I’m not sure I’d even call it “social engineering.” I’d simply call it a grant requirement. Or a contract. Or the law.

Grant recipients have to jump through specific hoops for their funds (a college lab can’t spend the money it gets to research norovirus on, say, staff mammograms even if that’s a good thing to do). And, just as an aside, the letter carrier who delivered the welfare check or food stamp card in the mail passed a criminal-history check, a physical examination, and a drug test.

2b. On the other hand, the ACLU here in Florida brought a class action suit last year to stop drug-testing welfare recipients. That’s probably social engineering because I’m thinking very few street dealers have the required credit card machines. That makes it hard to use food “stamps” for crack or meth.

3. At the other end of the spectrum, Liz Arden does think the Federal gummint should get out of the marriage business altogether. “It’s a contract and Congress is trying to social engineer it,” she says. “Let the churches or the Towns or even just the individuals download a form or call a lawyer and just do it.”

That’s a good Libertarian response to a Congress that is either hellbent on destroying marriage or saving it. Or both. Or not doing anything at all.

Congress is nothing if not schizophrenic.

Except contracts don’t bind parties outside the contract to their terms so a private marriage contract can’t by itself change HIPAA, can’t override probate laws, can’t affect the tax code, and can’t protect child brides, people of unsound mind, or close relatives (you cannot, for example marry a parent, grandparent, sister, brother, child, grandchild, niece, nephew, aunt or uncle in Vermont). United States federal law is supposed to assure that a marriage licensed in one state is recognized in all the others, a pretty important fiat. And the Supreme Court overturned state marriage laws that barred interracial marriages on the basis that marriage is a “basic civil right…” Not a likely outcome for a private contract.

Government must not/must mandate Idiot Lights.
Government must/must not mandate food stamp junque food.
Government must/must not mandate welfare drug tests.
Government must not/must mandate marriage.

The Check Engine or Service Engine Soon lights aren’t necessary to the well-being of American society. Period.

The junk food and drug test orders do improve the well-being of American society.

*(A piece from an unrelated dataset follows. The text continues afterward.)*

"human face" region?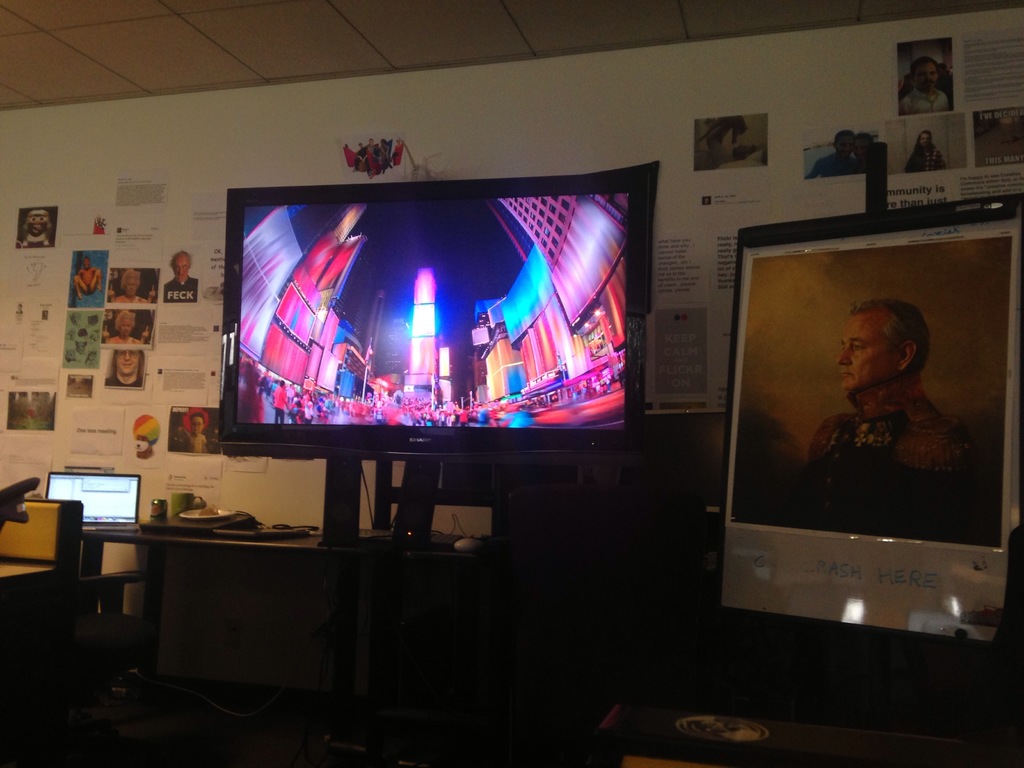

Worth running through the legislature.

Marital contracts deserve the same crafting latitude as any other legal contract but the basic tenets of civil rights, inheritance, safety, and taxation are national concerns. Creating a legal umbrella that assures that both the redneck and the Brahmin recognize the contract does improve the well-being of American society.

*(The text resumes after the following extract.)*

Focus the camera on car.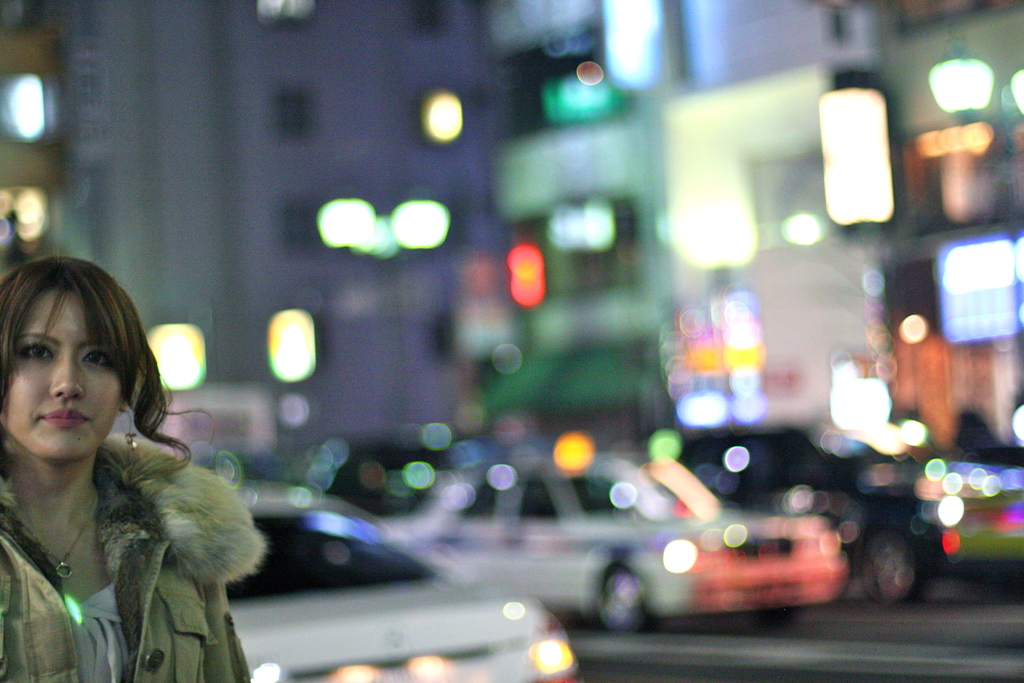
Focus region: detection(221, 479, 575, 682).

Tuesday Twaddle: The State of the Union Sucks

And it has at least since Lincoln freed no slaves.

The Emancipation Proclamation proclaimed the freedom of slaves in the ten states then in rebellion. While it apparently freed 3.1 million of the 4 million slaves in the U.S. at the time, those ten states had seceded and recognized neither U.S. law nor fiat. Mr. Lincoln’s Proclamation did not compensate the owners, did not outlaw slavery, and did not make the ex-slaves citizens.

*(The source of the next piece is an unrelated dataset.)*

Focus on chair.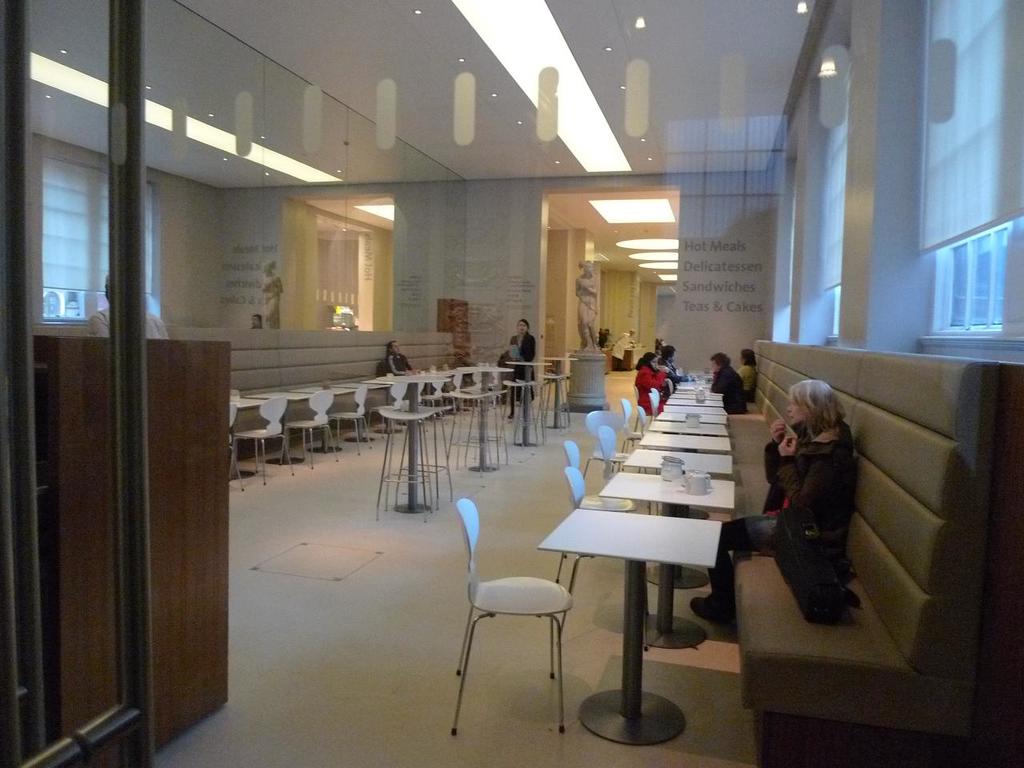
Focused at select_region(565, 439, 633, 511).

Now federal regulators have outlawed any and all import of the reptilian plague of pythons in our swimming pools and swamps.

The import ban restricts only the Burmese python, two African pythons, and the yellow anaconda. The Obamanation called it “a victory for Florida’s native environment.” Those of us actually in Florida know it, too, freed no slaves and captured no pythons. See, these snakes are captive-bred in the U.S. so that import ban had the same effect on snakes Mr. Lincoln’s on slaves.

It took the Army of the Republic to free the slaves but slavery did finally become illegal everywhere in the U.S. in 1865 thanks to the Thirteenth Amendment. We probably won’t amend the U.S. Constitution to get rid of snakes. Or send in the army.

Of course, there are snakes and then there are snakes.


Mr. Obama will report on the State of the Union this evening. He is expected say that unemployment is dropping but that we need to bring manufacturing jobs home from overseas, more home-mortgage market support, incentives for alternative energy development, more government, and higher taxes.